“A Christmas Carol” – Actors Theatre

This review aired on KBAQ December 13, 2010

LAST “A CHRISTMAS CAROL” SAD BUT PRODUCTION REMAINS VIBRANT

“A CHRISTMAS CAROL”
Actors Theatre, Herberger Theater Center
Phoenix, AZ

As I entered the Herberger Theater Center for Actors Theatre’s annual “A Christmas Carol” I was sad.  This would be the production’s 19th year but it was the last.  It will be retired after this year’s run.  The sadness had nothing to do with the vibrant production on stage.  It’s sad to see this best of the local holiday attractions end its run.  It won’t be the same next year, when this holiday favorite isn’t around.

This year’s “A Christmas Carol” is identical to the last several years after initial seasons of fine-tuning and changes that made this staging so wonderfully festive.  There are a few new cast members but most of the actors are like a Christmas family.  They play the same roles each season but their rich and expressive depictions of the Charles Dickens characters are polished to a shimmery perfection.

Heading the large ensemble is Kim Bennett’s spot perfect Ebenezer Scrooge.  He starts rough and gruff, as Scrooge must, but after the magical and vividly staged dream sequences open his mind to Christmas, Bennett softens and humbles into a lovable and irascible curmudgeon who uses his bah-humbugging countenance to have a wild time with the characters.

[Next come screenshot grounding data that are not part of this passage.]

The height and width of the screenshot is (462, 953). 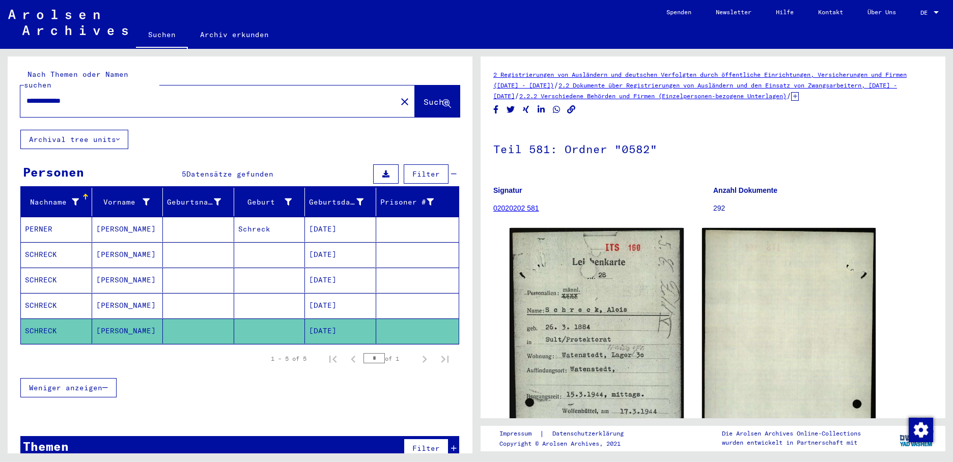 I want to click on span: DE, so click(x=926, y=13).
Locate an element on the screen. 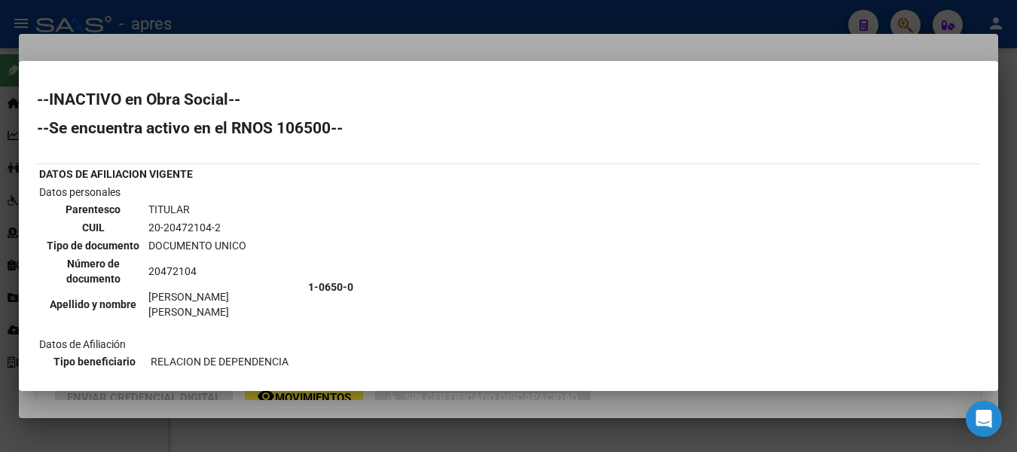  td: 20-20472104-2 is located at coordinates (226, 227).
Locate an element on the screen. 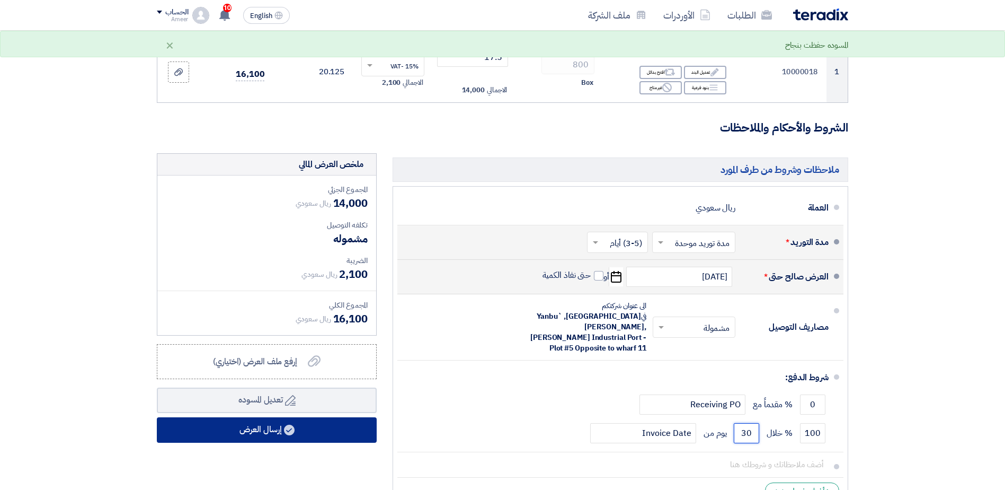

Years ago, Matthew Wiener, Actors Theatre’s producing artistic director, adapted the popular story with playwright Michael Grady, into the joyful holiday inspired production.  Alan Ruch contributed a lush score that incorporates popular Christmas carols in masterful arrangements with wonderful new tunes.  Michael Barnard created high stepping and spirited dances.  Fast moving scenery, luxuriant period costumes, evocative lighting, and clever special effects enhance this stellar adaptation.

Wiener directs the breezy and action-packed production exuberantly and the superb actors create the many rich characters.  The ensemble makes every scene alive with color, great singing, and exuberant dancing.

This season’s biggest change is David Barker’s more sinister Christmas Present because D. Scott Withers is having a big triumph at Phoenix Theatre playing Edna in “Hairspray.”  The huge cast is too massive to name all the outstanding players but there’s not a dud in this able group.  Even the young actors are polished pros.

This production always brings tears of joy, hope that the future will get better, and trust that past hardships will be corrected.  What started 19 seasons ago as an unusually dark and foreboding telling of the familiar story has been transformed, like Scrooge, into a festive and marvelously endearing tale of holiday delight.

“A Christmas Carol” continues through December 24.  If you’ve seen it before, visit it one last time and if you’ve never seen it you must get to the Herberger Theater Center before it closes for good.  For tickets, call the Herberger Theater Center box office at 602-252-8497 or buy online at www.actorstheatrephx.org.